Melina Frattolin, the 9-year-old Montreal girl allegedly murdered by her father in upstate New York, drowned in a homicide, state police said Tuesday.
“Asphyxia due to drowning” was ruled her official cause of death, with final autopsy results pending.
Melina’s father, 45-year-old Luciano Frattolin, pleaded not guilty on Monday to charges of second-degree murder and concealing a human corpse. He remains in custody at a county jail.
The pair had embarked on a father-daughter vacation trip from Canada on July 11, police said Monday in announcing the charges. After touring around with stops in Connecticut, New York City and elsewhere, they’d been due back in Montreal on Sunday.
Her parents were estranged, and Melina lived full-time with her mother, who knew about the trip, Lt. Robert McConnell of the State Police Bureau of Criminal Investigation said at a press conference.
The girl and her father were seen on surveillance video around 5:30 p.m. Saturday in Saratoga Springs, about 35 miles north of Albany. An hour later, Melina told her mother by phone that they were on their way back to Canada. Everything seemed fine, police said, with no indication that the girl was under duress.
At around 10 p.m., Frattolin called 911 to report that Melina had been kidnapped. He initially said he pulled over to relieve himself near Exit 22 of I-87 by Lake George, and returned to the car to find his daughter gone and see a white van speeding south. However, his story changed in a subsequent interview in which he said two men had forced her into a white van.
The Warren County Sheriff’s Office issued an Amber Alert but rescinded it a few hours later when Frattolin’s kidnapping claim began unraveling after they found no evidence of an abduction, or even of a van.
Police launched an extensive search in Ticonderoga, about 30 miles north of Lake George, where forest rangers found the girl’s body hidden under a log in the shallow end of a pond just before 2 p.m. Sunday.
Melina’s death rattled the community, a historic hamlet of just under 5,000 near the Vermont border, while reports emerged in Canada about financial troubles for Frattolin, and sketchy business deals.
NYSP
Melina Frattolin, 9. (NYSP)
Ticonderoga residents held a vigil Tuesday night “to shine our light on Melina’s young life that was tragically cut short,” organizer Bridgett Cruz wrote on Facebook, saying she had woken up with an urge to honor the girl.
“Ticonderoga will forever be her soul’s resting place,” Cruz said. “I want to honor her life and let her know we will be her light in this dark time.”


* TASK *
Any picture in the range stays out of the copy; retype exactly the lines from the one with "Image resolution: width=517" to the end of the listing.

* INFORMATION PROVIDED *
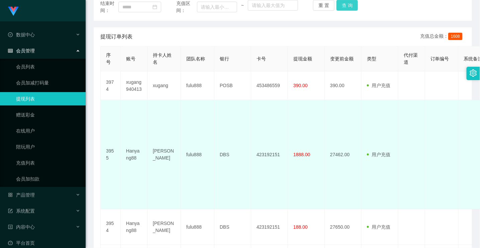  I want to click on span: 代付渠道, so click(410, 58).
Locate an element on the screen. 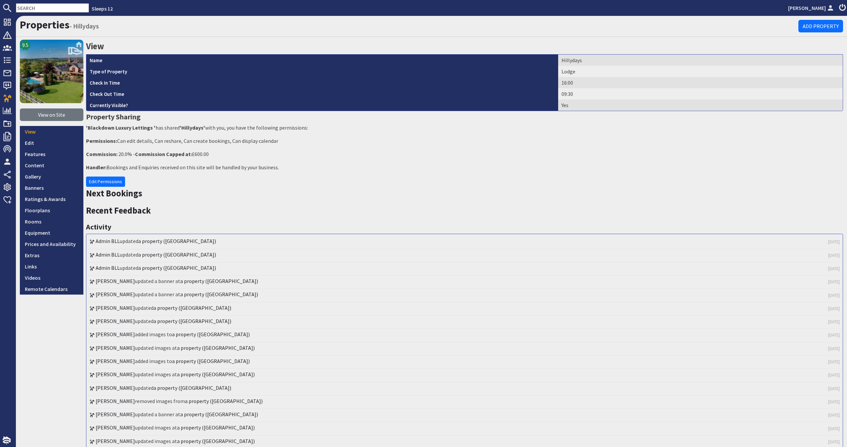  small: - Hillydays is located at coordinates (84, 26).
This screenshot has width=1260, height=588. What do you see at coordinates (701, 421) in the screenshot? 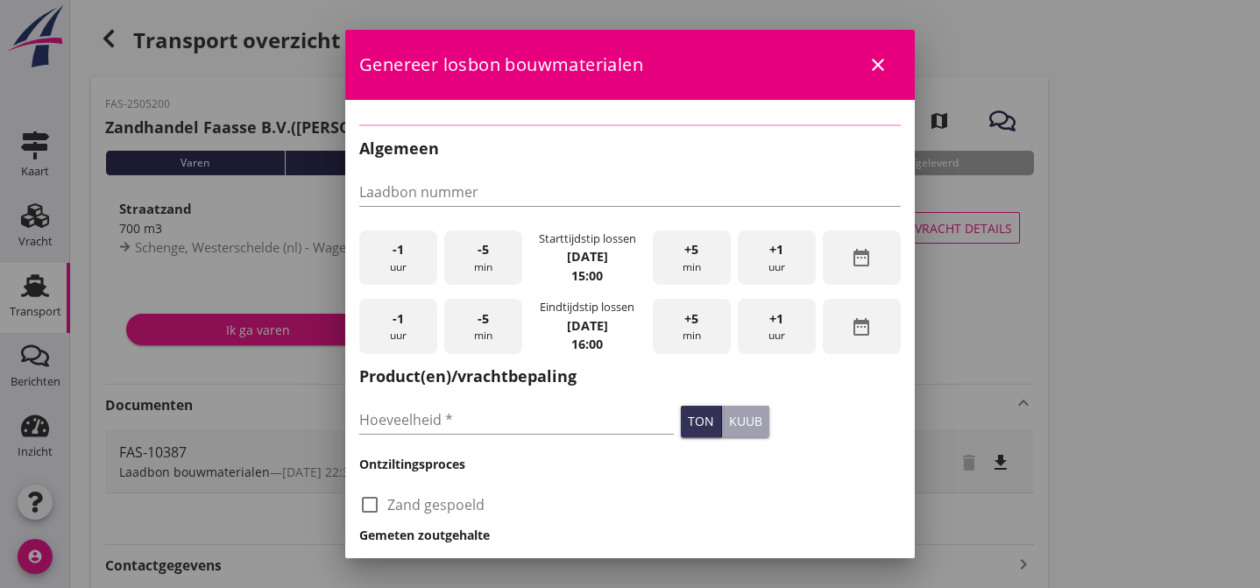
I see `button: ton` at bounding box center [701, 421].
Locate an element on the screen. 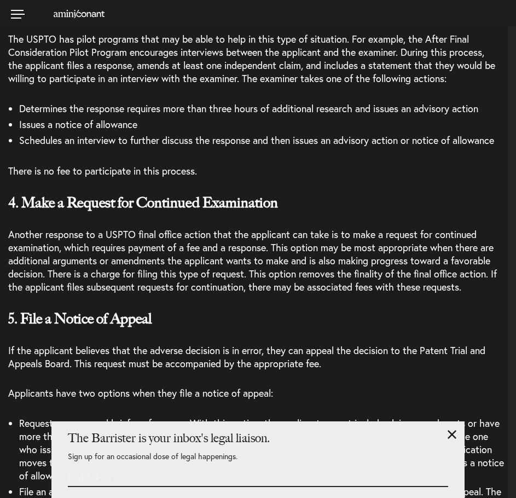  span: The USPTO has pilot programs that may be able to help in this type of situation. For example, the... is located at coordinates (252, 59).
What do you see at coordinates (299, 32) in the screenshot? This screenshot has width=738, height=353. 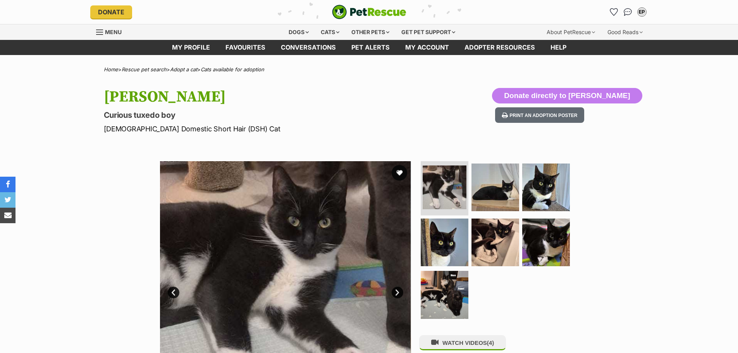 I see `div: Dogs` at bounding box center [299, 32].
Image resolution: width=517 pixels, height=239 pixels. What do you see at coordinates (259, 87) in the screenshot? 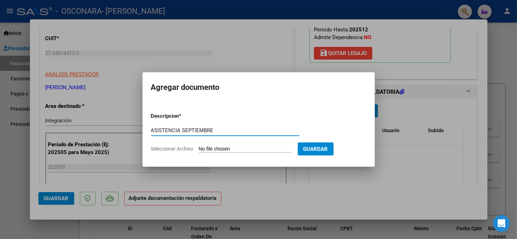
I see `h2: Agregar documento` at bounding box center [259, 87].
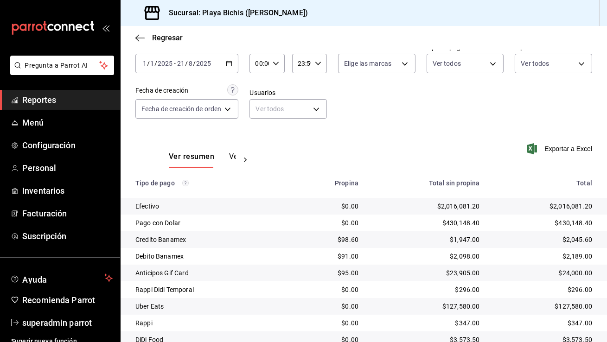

* OUTPUT BELOW *
Image resolution: width=517 pixels, height=239 pixels. What do you see at coordinates (259, 87) in the screenshot? 
I see `h2: Agregar documento` at bounding box center [259, 87].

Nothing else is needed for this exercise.